In the back lay a man and a woman, their arms and legs bound. The woman wore her burka; the man had a sack over his head. Two Talibs, along with two police officers who had guns, stood above them. The vehicle stopped, the Talibs jumped down and pushed their prisoners out onto the ground as if they were sacks of grain. When they fell we heard their muffled cries.
The minister for the propagation of virtue and the prevention of vice, Zorak Wahidi, the man who had summoned us here, stepped out of the passenger seat and walked slowly back to the fallen couple. I felt a shudder of recognition. His beard was whiter since I’d last seen him four years ago. There was a stoop to his shoulders, as if a thousand dead souls pressed down on him. He wore a black shalwar, a black lungee, and new black sandals. He also carried a pistol. He looked down at the prisoners and then across to us. I wanted to shield Jahan from what was about to happen but he had moved to stand between Parwaaze and Qubad and watched with the fascination of any teenager.

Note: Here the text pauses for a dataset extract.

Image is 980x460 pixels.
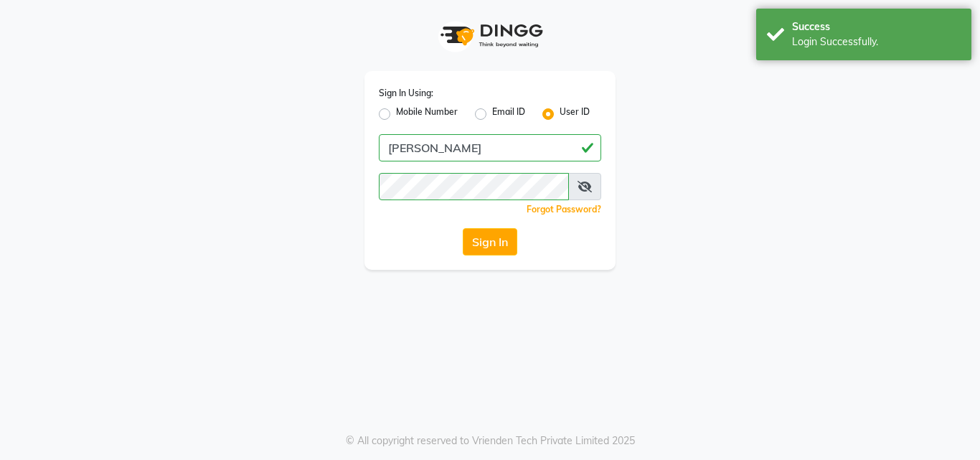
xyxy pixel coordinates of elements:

He had never witnessed an execution before—Mother had forbidden him to accompany me and Parwaaze last November when Zarmina was executed. “Look away, look away,” I whispered, but he didn’t hear me. Wahidi pointed the pistol down toward the man and shot him in the head. The man appeared to rise briefly before falling back. Wahidi moved to the crying woman and shot her in the head too. The shots sounded flat and harmless in the empty space surrounding us. He walked toward us holding his pistol, as casually as a man crossing a drawing room to greet his guests. The two Talibs and the policemen followed him. He turned to give them an order, and then turned back to us.